Thursday, January 28, 2010

Ditch the Democrats and Return us to Good Old Republican Control of Government



















Conservative Republican Government Ridden With Scandals
1) In March 2006, Claude Allen, Bush's top domestic policy aide, was arrested when he tried to return items he had shoplifted from Target for cash refunds. Allen, who made $161,000 a year, blamed stress from Hurricane Katrina.

2) In 2005, bloggers pricked up their ears when a reporter named Jeff Gannon asked a softball question at a Bush press conference. Some sleuthing turned up nude photos of Gannon—real name: James Guckert—on male escort websites.

3) Randall Tobias, Bush’s AIDS tsar, mandated that organizations must oppose prostitution in order to receive American aid. It later emerged that Tobias purchased services through the notorious D.C. Madam, though Tobias maintained he only bought “massages.”

4) The Interior Department’s Minerals Management Service would not seem to be the sexiest government agency. But a departmental investigation last year found that officials had “frequently consumed alcohol at industry functions, had used cocaine and marijuana, and had sexual relationships with oil and gas company representatives.”

Where’d the Money Go?

5) When testifying before Congress in 2007, L. Paul Bremer, the former head of reconstruction in Iraq, was unable to account for as much as $12 billion—about half of his budget—as the head of the Coalition Provisional Authority between May 2003 and June 2004. According to a report by Rep. Henry Waxman, contractors brought bags to meetings in order to collect shrink-wrapped bundles of money.


Lawsuit: DOJ Officials Should be Held Accountable for Politicizing Hiring Practices
(August 15, 2008)

Six attorneys rejected from civil service positions at the Justice Department filed a lawsuit against former Attorney General Alberto Gonzales, Monica Goodling, and other top officials for allegedly violating their rights by taking politics into consideration in the hiring process.

The suit is an attempt to hold top officials accountable for the hiring scandal that ultimately led to Gonzales' resignation last year, said Daniel Metcalfe, attorney for the plaintiffs who is also executive director of the Collaboration on Government Secrecy at American University's Washington College of Law.

"My clients wish that they hadn't had to bring this lawsuit -- they would have greatly preferred to be working inside the Justice Department, where by all rights they deserved to be, defending the government in court rather than standing as victimized examples of government wrongdoing," said Metcalfe, a former longtime Justice Department official.

One of the rejected attorneys -- Sean Gerlich -- first filed suit against the department in June. Today's amended complaint, filed in the U.S. District Court for the District of Columbia, broadens the suit to include Gonzales; Monica Goodling, former White House Liaison; Michael Elston, former chief of staff to then-Deputy Attorney General Paul McNulty; and Esther McDonald, a former member of the Honors Program Screening Committee.

In it, the attorneys allege that top officials violated the applicants' privacy and due process through the politicized hiring process in the Honors Program and Summer Law Intern Program.

The suit alleges that in vetting candidates' political affiliations -- in part by Googling their names in connection with any political activity -- the officials violated privacy rules requiring that applicants' files maintain no additional information about the individuals' political activity. The department's failure to fully address this "reveal defendant Department of Justice's utterly unredeemable obliviousness to its legal obligations, and its remarkably recidivistic failures to meet them, in the first place," the complaint states.

Related Judge: Top Bush Aides Must Testify

Remember right-wing conservative hate monger Bill O'Reilly and what he told a young woman he would like to do with her using a falafel. That incident and this is indicative of the way he thinks about women, Kidnap top Dems, waterboard Speaker Pelosi
In his fantasy world where Obama hires him as a presidential adviser, O'Reilly explained the first thing he'd do is lavishly decorate his office. Thing two would be having the CIA director kidnap top Democrats and "waterboard" Speaker of the House Nancy Pelosi (D-CA).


What needs to be done: Copy the data that follows, exactly and completely.

Data shown:
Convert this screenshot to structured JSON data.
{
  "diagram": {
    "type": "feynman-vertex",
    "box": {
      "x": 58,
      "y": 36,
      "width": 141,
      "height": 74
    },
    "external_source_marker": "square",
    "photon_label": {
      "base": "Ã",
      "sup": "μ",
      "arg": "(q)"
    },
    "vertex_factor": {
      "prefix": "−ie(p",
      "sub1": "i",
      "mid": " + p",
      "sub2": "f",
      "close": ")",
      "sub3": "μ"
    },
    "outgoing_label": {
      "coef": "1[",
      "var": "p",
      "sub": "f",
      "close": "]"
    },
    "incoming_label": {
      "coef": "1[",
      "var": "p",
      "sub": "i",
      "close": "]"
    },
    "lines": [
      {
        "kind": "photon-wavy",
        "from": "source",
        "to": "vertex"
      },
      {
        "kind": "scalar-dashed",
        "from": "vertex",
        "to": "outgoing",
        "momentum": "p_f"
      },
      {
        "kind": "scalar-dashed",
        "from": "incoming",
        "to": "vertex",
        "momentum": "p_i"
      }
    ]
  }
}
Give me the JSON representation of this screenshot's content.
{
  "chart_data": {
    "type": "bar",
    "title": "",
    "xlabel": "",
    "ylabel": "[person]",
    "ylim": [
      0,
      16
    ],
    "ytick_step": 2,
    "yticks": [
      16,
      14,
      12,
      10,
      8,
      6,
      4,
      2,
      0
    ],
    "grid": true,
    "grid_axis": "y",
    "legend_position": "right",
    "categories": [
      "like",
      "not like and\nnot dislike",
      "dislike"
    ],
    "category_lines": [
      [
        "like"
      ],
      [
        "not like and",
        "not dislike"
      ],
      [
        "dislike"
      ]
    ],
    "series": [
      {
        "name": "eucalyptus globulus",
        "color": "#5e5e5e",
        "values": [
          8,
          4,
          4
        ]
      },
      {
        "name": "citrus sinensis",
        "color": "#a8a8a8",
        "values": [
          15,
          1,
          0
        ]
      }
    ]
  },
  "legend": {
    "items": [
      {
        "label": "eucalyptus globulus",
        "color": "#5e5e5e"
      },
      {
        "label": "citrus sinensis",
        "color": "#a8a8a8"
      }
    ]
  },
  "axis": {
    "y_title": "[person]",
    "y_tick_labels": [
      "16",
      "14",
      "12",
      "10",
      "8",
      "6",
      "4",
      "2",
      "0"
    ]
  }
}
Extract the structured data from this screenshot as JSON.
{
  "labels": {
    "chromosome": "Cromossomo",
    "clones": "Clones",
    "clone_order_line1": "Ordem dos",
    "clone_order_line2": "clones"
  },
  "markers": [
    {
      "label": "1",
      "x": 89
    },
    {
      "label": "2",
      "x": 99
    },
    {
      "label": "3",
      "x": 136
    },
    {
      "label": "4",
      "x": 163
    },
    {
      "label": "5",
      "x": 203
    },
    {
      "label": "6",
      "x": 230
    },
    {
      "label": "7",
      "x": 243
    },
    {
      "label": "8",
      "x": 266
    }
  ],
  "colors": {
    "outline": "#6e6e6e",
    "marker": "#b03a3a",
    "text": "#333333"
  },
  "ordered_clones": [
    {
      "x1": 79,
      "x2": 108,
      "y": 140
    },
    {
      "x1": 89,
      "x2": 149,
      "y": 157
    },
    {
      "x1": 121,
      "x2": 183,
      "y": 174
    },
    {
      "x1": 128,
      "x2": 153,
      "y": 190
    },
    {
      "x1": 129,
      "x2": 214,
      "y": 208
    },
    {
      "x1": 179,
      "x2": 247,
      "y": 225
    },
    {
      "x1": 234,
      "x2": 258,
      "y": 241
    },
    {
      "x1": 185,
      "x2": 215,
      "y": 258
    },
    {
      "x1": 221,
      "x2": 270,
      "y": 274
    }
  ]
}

Exercise result:
Convert this screenshot to structured JSON data.
{
  "diagram": {
    "type": "feynman-vertex",
    "box": {
      "x": 58,
      "y": 36,
      "width": 141,
      "height": 74
    },
    "external_source_marker": "square",
    "photon_label": {
      "base": "Ã",
      "sup": "μ",
      "arg": "(q)"
    },
    "vertex_factor": {
      "prefix": "−ie(p",
      "sub1": "i",
      "mid": " + p",
      "sub2": "f",
      "close": ")",
      "sub3": "μ"
    },
    "outgoing_label": {
      "coef": "1[",
      "var": "p",
      "sub": "f",
      "close": "]"
    },
    "incoming_label": {
      "coef": "1[",
      "var": "p",
      "sub": "i",
      "close": "]"
    },
    "lines": [
      {
        "kind": "photon-wavy",
        "from": "source",
        "to": "vertex"
      },
      {
        "kind": "scalar-dashed",
        "from": "vertex",
        "to": "outgoing",
        "momentum": "p_f"
      },
      {
        "kind": "scalar-dashed",
        "from": "incoming",
        "to": "vertex",
        "momentum": "p_i"
      }
    ]
  }
}
Give me the JSON representation of this screenshot's content.
{
  "chart_data": {
    "type": "bar",
    "title": "",
    "xlabel": "",
    "ylabel": "[person]",
    "ylim": [
      0,
      16
    ],
    "ytick_step": 2,
    "yticks": [
      16,
      14,
      12,
      10,
      8,
      6,
      4,
      2,
      0
    ],
    "grid": true,
    "grid_axis": "y",
    "legend_position": "right",
    "categories": [
      "like",
      "not like and\nnot dislike",
      "dislike"
    ],
    "category_lines": [
      [
        "like"
      ],
      [
        "not like and",
        "not dislike"
      ],
      [
        "dislike"
      ]
    ],
    "series": [
      {
        "name": "eucalyptus globulus",
        "color": "#5e5e5e",
        "values": [
          8,
          4,
          4
        ]
      },
      {
        "name": "citrus sinensis",
        "color": "#a8a8a8",
        "values": [
          15,
          1,
          0
        ]
      }
    ]
  },
  "legend": {
    "items": [
      {
        "label": "eucalyptus globulus",
        "color": "#5e5e5e"
      },
      {
        "label": "citrus sinensis",
        "color": "#a8a8a8"
      }
    ]
  },
  "axis": {
    "y_title": "[person]",
    "y_tick_labels": [
      "16",
      "14",
      "12",
      "10",
      "8",
      "6",
      "4",
      "2",
      "0"
    ]
  }
}
Extract the structured data from this screenshot as JSON.
{
  "labels": {
    "chromosome": "Cromossomo",
    "clones": "Clones",
    "clone_order_line1": "Ordem dos",
    "clone_order_line2": "clones"
  },
  "markers": [
    {
      "label": "1",
      "x": 89
    },
    {
      "label": "2",
      "x": 99
    },
    {
      "label": "3",
      "x": 136
    },
    {
      "label": "4",
      "x": 163
    },
    {
      "label": "5",
      "x": 203
    },
    {
      "label": "6",
      "x": 230
    },
    {
      "label": "7",
      "x": 243
    },
    {
      "label": "8",
      "x": 266
    }
  ],
  "colors": {
    "outline": "#6e6e6e",
    "marker": "#b03a3a",
    "text": "#333333"
  },
  "ordered_clones": [
    {
      "x1": 79,
      "x2": 108,
      "y": 140
    },
    {
      "x1": 89,
      "x2": 149,
      "y": 157
    },
    {
      "x1": 121,
      "x2": 183,
      "y": 174
    },
    {
      "x1": 128,
      "x2": 153,
      "y": 190
    },
    {
      "x1": 129,
      "x2": 214,
      "y": 208
    },
    {
      "x1": 179,
      "x2": 247,
      "y": 225
    },
    {
      "x1": 234,
      "x2": 258,
      "y": 241
    },
    {
      "x1": 185,
      "x2": 215,
      "y": 258
    },
    {
      "x1": 221,
      "x2": 270,
      "y": 274
    }
  ]
}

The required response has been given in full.